With feeling, there is:

  • England, Scotland, Wales and Northern Ireland as four discrete political entities. Does not include the Republic of Ireland.
  • England and Wales, and Scotland, and Northern Ireland, as three discrete things each of which has its own devolved legislature. Does not include the Republic of Ireland.
  • Great Britain the political entity comprising England, Wales, Scotland, and their outlying islands (such the Isles of Wight, Anglesey, and Shetland), but which does not include Northern Ireland nor, needless to say, the Republic of Ireland,
  • Great Britain the geographical entity, being the largest single Island in the British Isles, comprising most of England Wales and Scotland, but not the parts that spill over onto little islands like the Isle of Wight. We are unsure what to think of “islands” like Canvey Island, the Isle of Dogs and, apparently, all of Essex, which are separated from the rest of Great Britain by water, but it is only river, not sea water. Unclear whether brackishness changes anything. People from Essex probably think it does.
  • The United Kingdom of Great Britain and Northern Ireland, being the political entity of Great Britain, as above, and Northern Ireland,
  • The British and Irish Lions, being a rugby team comprising of representatives from England, Scotland, Wales and the island of Ireland (the Republic and Northern combined), and —
  • The British Isles being the whole damn cotton picking geographical lot, including the Republic of Ireland.

Continental drift

What are the continents of the world? A fairly fundamental geopolitical one, you might think, but there is no settled answer. Is Oceania one? What is its boundary with Asia, Melanesia, Australia, or Australasia? Are the boundaries of even these units settled.
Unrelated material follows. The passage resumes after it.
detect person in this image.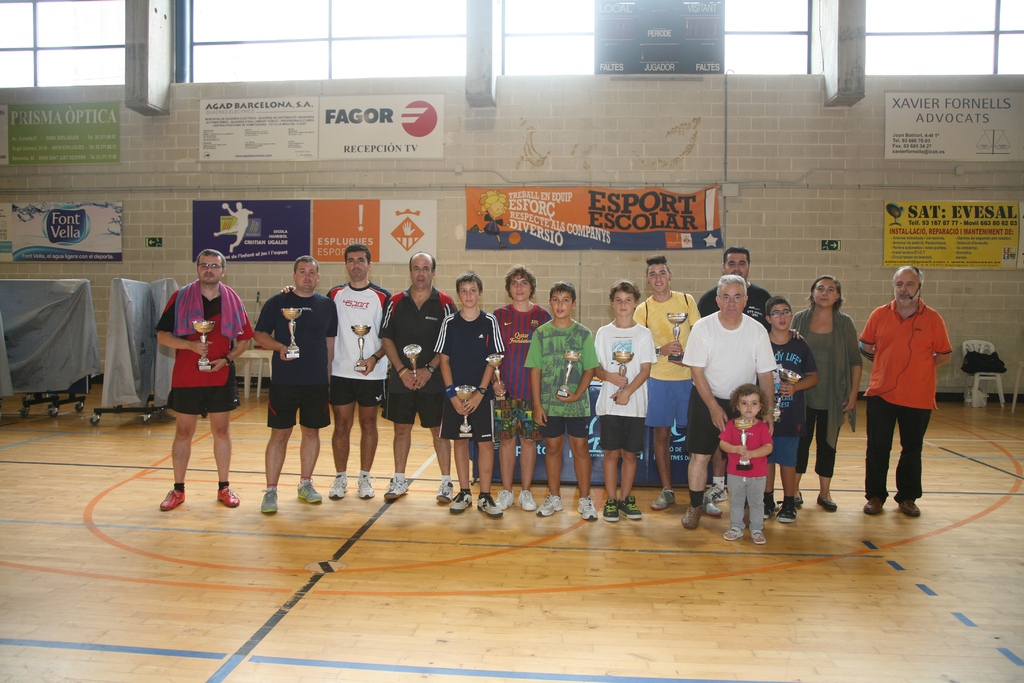
Detection: left=434, top=270, right=504, bottom=518.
The answer is very clearly no. Not only are our ideas about each not aligned now, but they are constantly changing. It is a dancing landscape, a complex system.

As a metaphor

This serves as a suitable metaphor for the fundamental irreducibility of larger organisations into smaller ones, notwithstanding the modernist urge to force them into alignment. When we speak of, for example, Britain, we do so loosely: we could be referring to any of these current configurations, of historical ones, and we may even be mistaken (as salespeople often are when — cue eagle chortle — they talk about “U.K. law”). This looseness isn’t a transient error, in need of correction, but rather a genius flexibility. We can leave construction to the infinite game we are playing, in which the only rule is to be imaginative in understanding what each other mean to keep the game going, and even where that fails, it is a matter of stopping, checking, clarifying, and putting the ball back into play.
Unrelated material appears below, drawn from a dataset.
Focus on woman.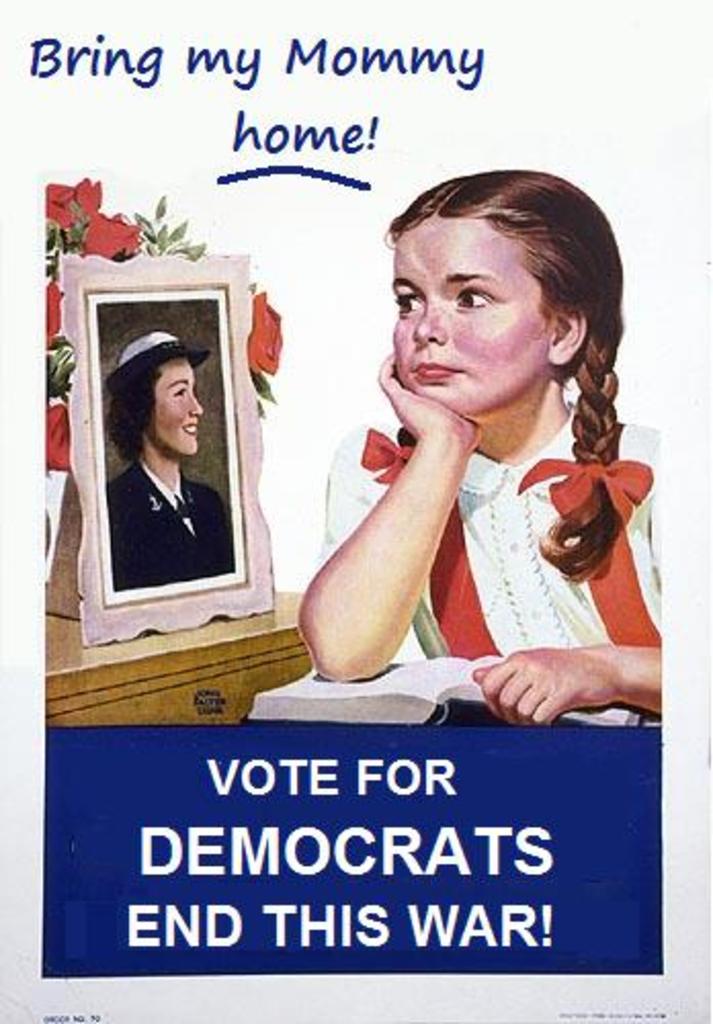
Focused at bbox=[295, 164, 672, 725].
Hence the folly of trying to correct this looseness — to tighten the language up, to avoid doubt, to crystallise the rules’’, and constrain the game with boundaries, thereby consigning it to finitude — is to rob the game of its flexibility, resilience: its antifragility.
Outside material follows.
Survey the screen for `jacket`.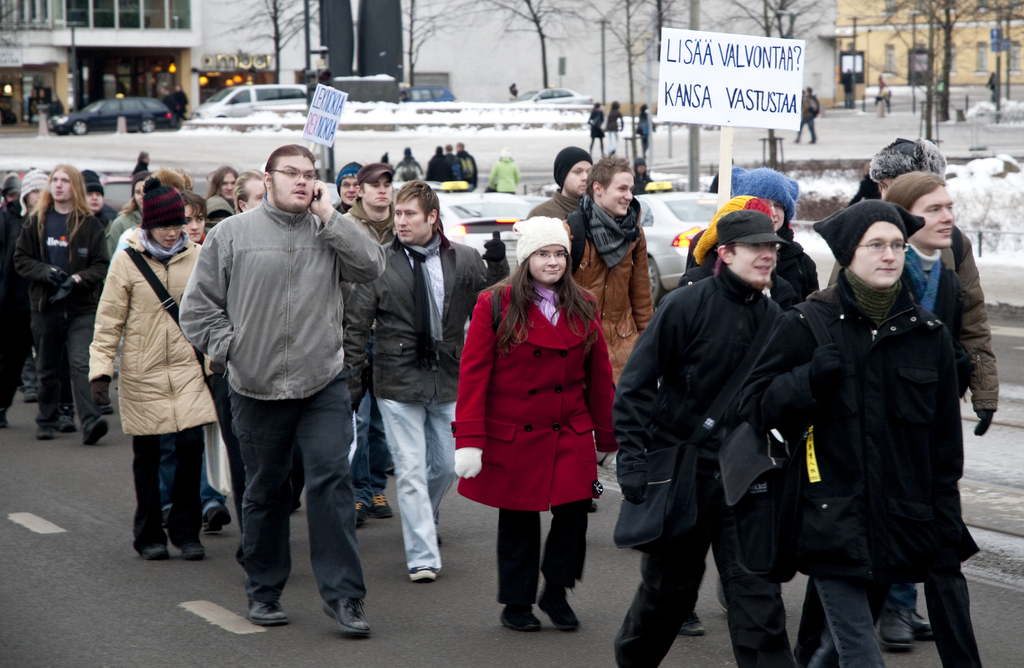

Inevitably, here we also run into our old friend the battle between form and substance. Substance has no form.

Therein the basic conceptual problem with grand unifying political projects. Being, as they are, necessarily collections of millions of differing opinions, the harder edged a political project, the less fundamentally stable it is. It's apparent convergence on federation — you are either in, as a serf, or out, as an exile is what did for UK’s membership European Union. The embrace of one ultimate political authority involves sacrificing the other. The penumbra of Europe has always been complicated: Europhiles have tolerated this; there are signs they may be embracing it with the idea of tiered memberships, or affiliations, to that central organisation. If it is true, this is a smart idea, as it allows individual states — who wage their own internal battles of form and substance — to hold onto their own views of preferred sovereignty. The idea that one should be “in” or “out” of as monolithic a political idea as “Europe” is fantastical when you think about it.